Both Russia and China have as national objectives something other than the failed notion of global hegemony that has been the U.S. foreign policy desideratum for the past century. As dollar hegemony fails, we badger Russia and China with ludicrous military forays (with that old U.S. proxy NATO) all over the area comprising Russia’s contiguous neighbors and engage in feckless but equally annoying saber-rattling over Taiwan and other Asian-Pacific assets. These two rising powers have other ideas: national self-interest, security, and general economic prosperity. Far from lacking vision, Putin sees clearly the writing on the wall and it says “the Rise of the East.”
Robert M. Hunt
Kenwood, CA
Mark Helprin replies:
The judgment that it is “hoary” to believe that China will eat Siberia is not supported but rather contradicted by citing, immediately thereafter, “the growing symbiotic relationship between an asset-rich Russia (of 146 million souls) and an asset-barren China (of 1.4 billion souls).” When the imbalance between China and Russia swells sufficiently to prompt China’s rulers, they will—in the manner of most hegemons throughout history—decide to stop paying for what they regard as property stolen from them.
At which point the rulers of Russia will be able only to wish them bon appétit and then kick themselves for allying with a soon-to-be-dominant, contiguous state rather than grouping with lesser and/or declining nations to create a balance. The wisdom of doing so is illustrated theoretically in International Relations 101: historically, for example, in the long-term British policy vis-à-vis continental Europe; particularly in Churchill’s Marlborough; and effortlessly in the parable about riding the tiger.
Then, consider the assertion that China has as a national objective “something other than the failed notion of global hegemony that has been the U.S. foreign policy desideratum for the past century,” but, rather, “national self-interest, security, and general economic prosperity.” We know this, because China says so. And it is proven beyond a doubt by China’s tenderness toward non-Han (read “foreign” nationality) Chinese, and by the fact that, backed by—variously—military threat, maneuvers, and invasion, China actively claims not only the entire South China Sea, but territories and resources of India, Tibet, Indonesia, Malaya, the Philippines, Vietnam, Taiwan, and Japan. With no connection to the Arctic, it proclaims itself an Arctic nation.
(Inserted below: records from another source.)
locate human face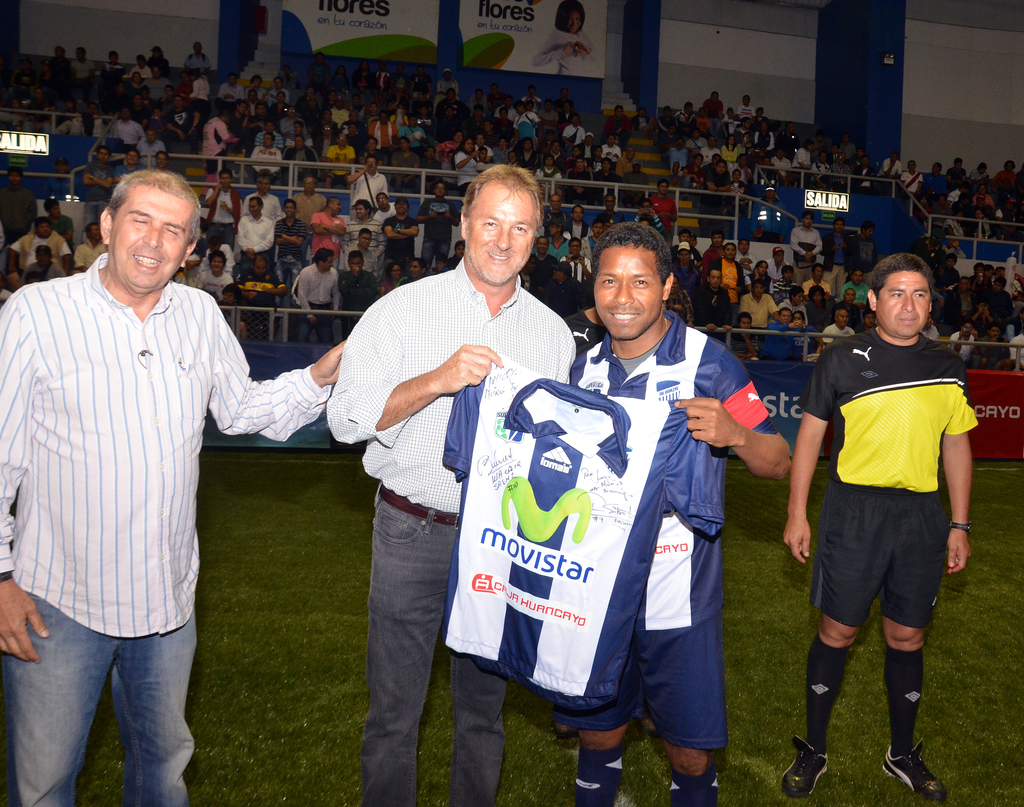
l=712, t=93, r=719, b=101
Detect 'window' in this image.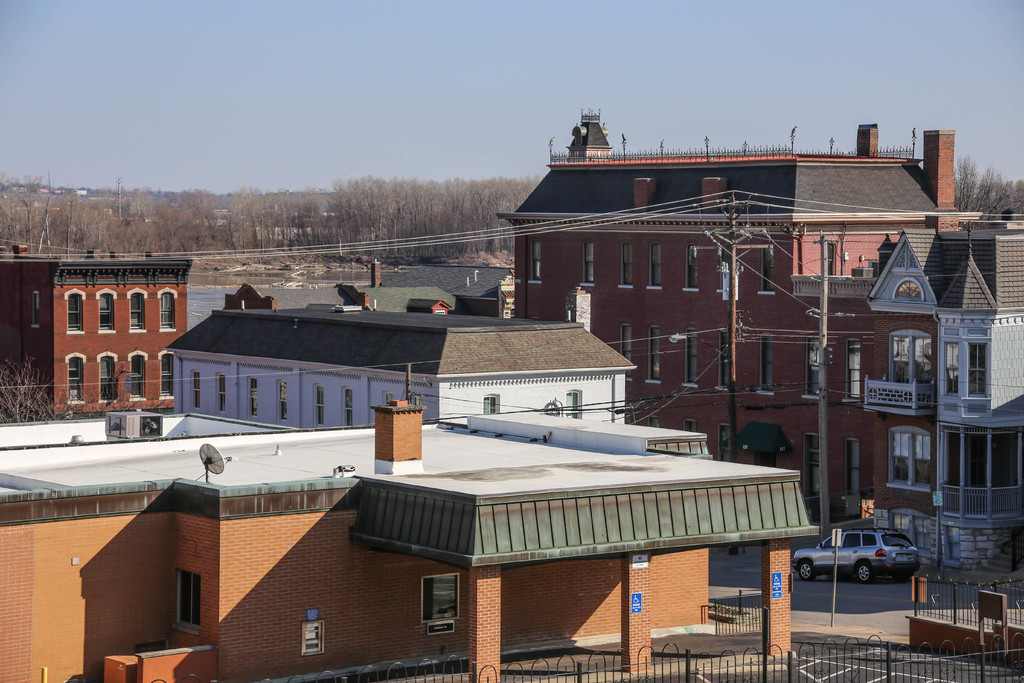
Detection: {"x1": 68, "y1": 349, "x2": 88, "y2": 408}.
It does not abide by the demilitarization of either the Antarctic or space. Knowing that it is far too big, populous, and strong to be invaded, it is nevertheless engaged in a military buildup of far greater velocity and scope than that of either Germany or Japan in the interwar years.
Speaking of which, many a statesman and letter-writer at the time apologized for the real and imagined sins of British and American imperialism, comfortable in their belief that the Axis powers wanted only to be prosperous and secure. And speaking of which, Stalin initially allied with Hitler. In its many vivid parallels, the unfortunate proof of that pudding tends to confirm the above.